Page 3 of Harmful Intent


  The ectopic beats were increasing in frequency. Why would the heart rate increase and why the irregular rhythm? If the anesthetic dose did go intravenously, why wasn’t the blood pressure falling? Jeffrey had no immediate answers to these questions, but his medical sixth sense, born of years of experience, set off alarm bells in his mind. Something abnormal was occurring. Something Jeffrey was at a loss to explain, much less understand.

  “I don’t feel good,” Patty said, turning her head to talk out of the side of the mask.

  Jeffrey looked down into Patty’s face. He could see it was again clouded with fear. “What’s the matter?” he asked, puzzled by these rapid events. He touched her shoulder.

  “I feel funny,” Patty said.

  “How do you mean, funny?” Jeffrey’s eyes went back to the monitors. There was always the fear of allergy to the local anesthetic, although developing allergy in the two hours since the first dose seemed a rather farfetched notion. He noticed the blood pressure had risen slightly.

  “Ahhhhh!” Patty cried.

  Jeffrey’s eyes shot to her face. Patty’s features were twisted in a horrible grimace.

  “What is it, Patty?” Jeffrey demanded.

  “I feel a pain in my stomach,” Patty managed hoarsely through clenched teeth. “It’s high up, under my ribs. It’s different from the labor pain. Please . . .” Her voice trailed off.

  Patty began to writhe on the table, drawing up her legs. Sheila reappeared along with a muscular male nurse who lent a hand in attempting to restrain her.

  The blood pressure that had risen slightly now began to fall. “I want a wedge under her right side,” Jeffrey yelled as he got ephedrine from the drawer and prepared it for injection. Mentally he calculated how far he’d let the blood pressure drop before he’d inject the pressor agent. He still had no idea of what was happening, and he preferred not to act before he knew exactly what he was up against.

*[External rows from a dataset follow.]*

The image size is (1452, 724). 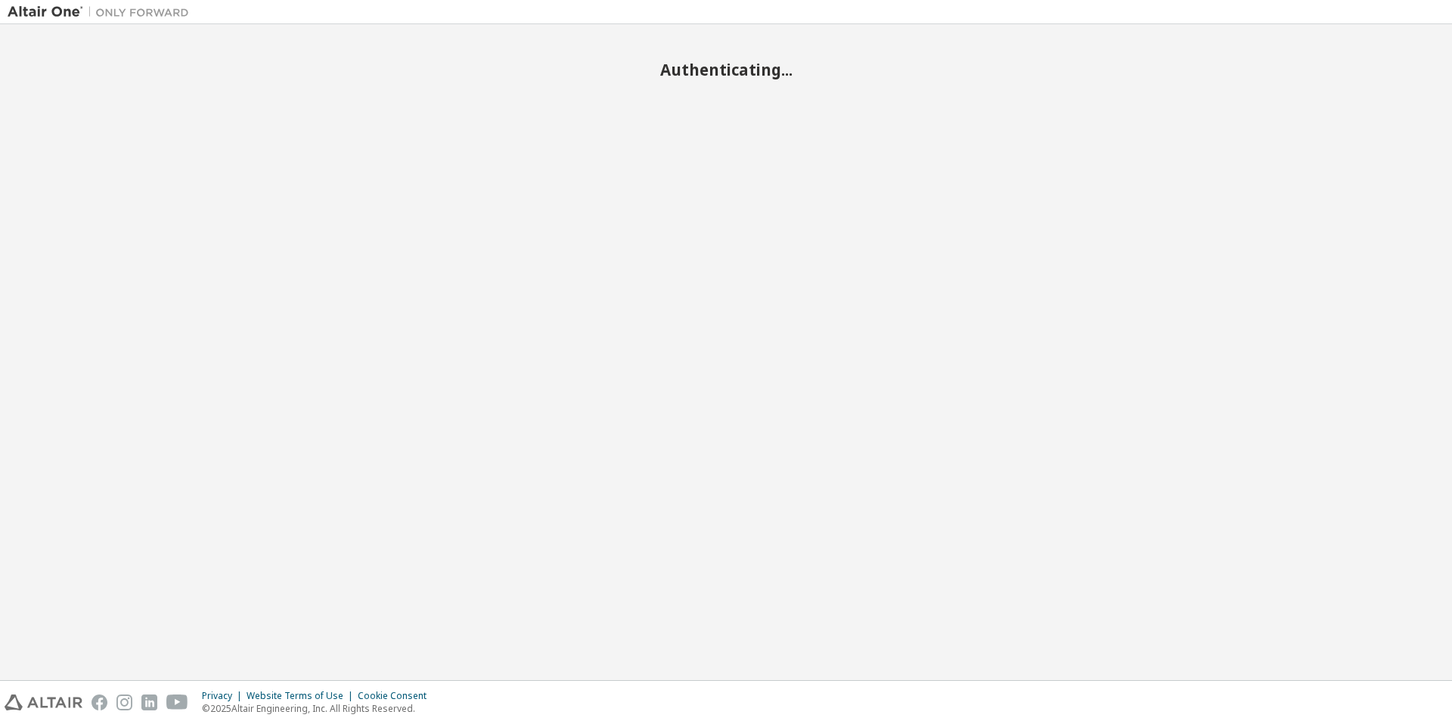 What do you see at coordinates (124, 702) in the screenshot?
I see `img: instagram.svg` at bounding box center [124, 702].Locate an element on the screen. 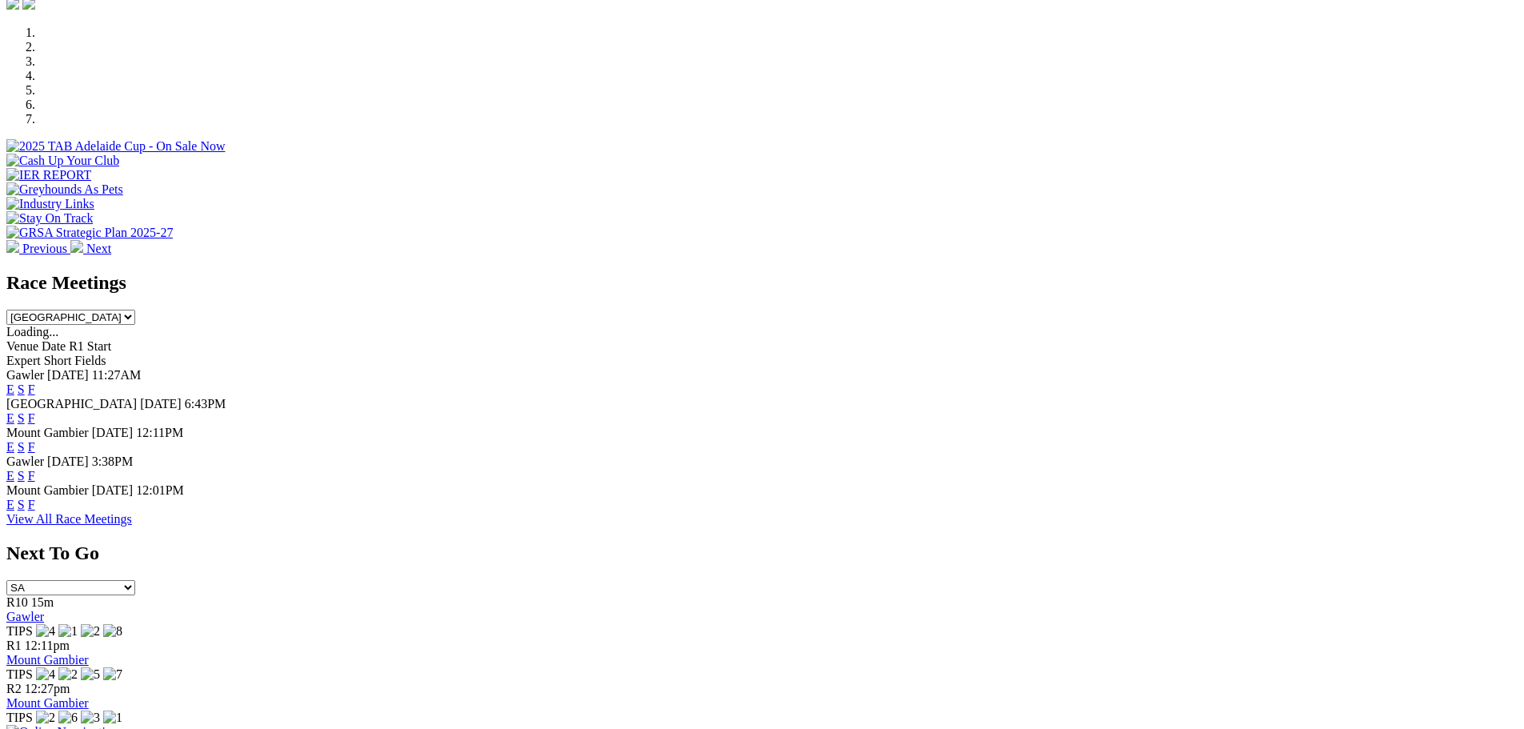  span: Venue is located at coordinates (22, 346).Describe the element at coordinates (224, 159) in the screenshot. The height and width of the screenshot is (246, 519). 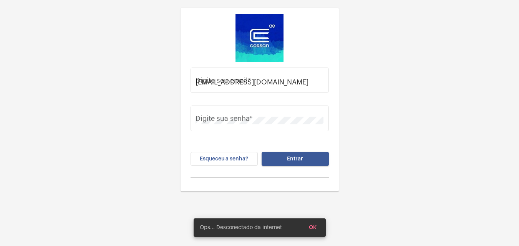
I see `button: Esqueceu a senha?` at that location.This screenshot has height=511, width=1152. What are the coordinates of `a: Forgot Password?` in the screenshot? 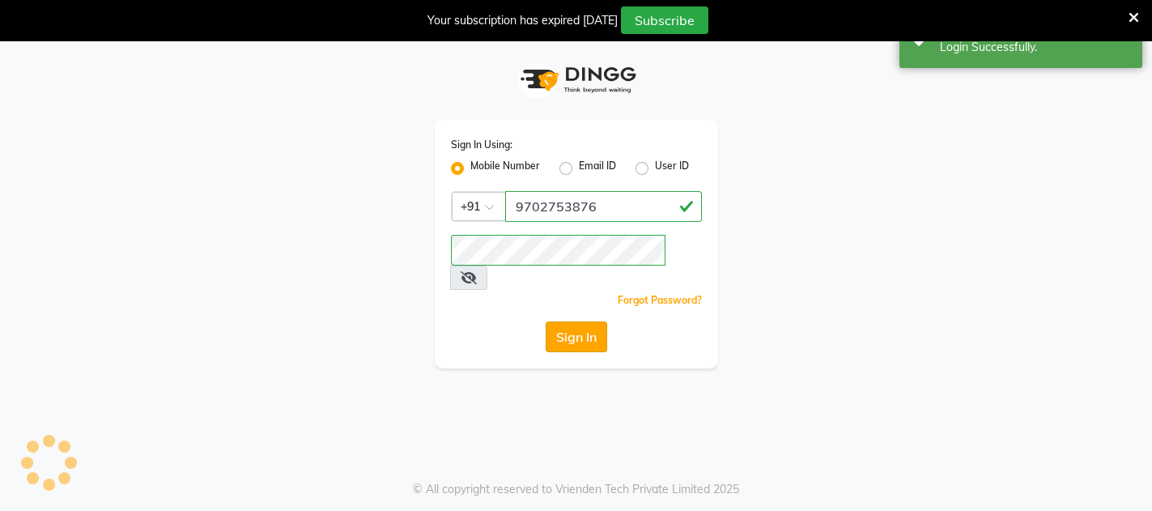 It's located at (660, 300).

  A gurgling sound brought his attention back to Patty’s face. He pulled off her oxygen mask. To his surprise and horror she was salivating like a mad dog. At the same time she was lacrimating profusely; tears were streaming down her face. A wet cough suggested that she was also forming increasing amounts of tracheo-bronchial secretions.

  Jeffrey remained the ultimate professional. He had been trained to deal with this type of emergency situation. His mind raced ahead, taking in all the information, making hypotheses, then ruling them out. Meanwhile, he dealt with the life-threatening symptoms. First he suctioned Patty’s nasopharynx, then he injected atropine intravenously, followed by ephedrine. He suctioned Patty again, then injected a second dose of the atropine. The secretions slowed, the blood pressure plateaued, the oxygenation stayed normal, but Jeffrey still did not know the cause. All he could think of was an allergic reaction to the Marcaine. He watched the EKG, hoping that the atropine might have a positive effect on the irregular heartbeats. But they remained irregular. In fact, they became even more irregular as Patty’s pulse quickened. Jeffrey prepared a 4 mg dose of propranolol, but before he could inject it, he noticed the muscle fasciculations that distorted Patty’s features in a series of seemingly uncontrolled twists and spasms. The fasciculations rapidly spread to other muscles until her body became wracked by clonic jerks.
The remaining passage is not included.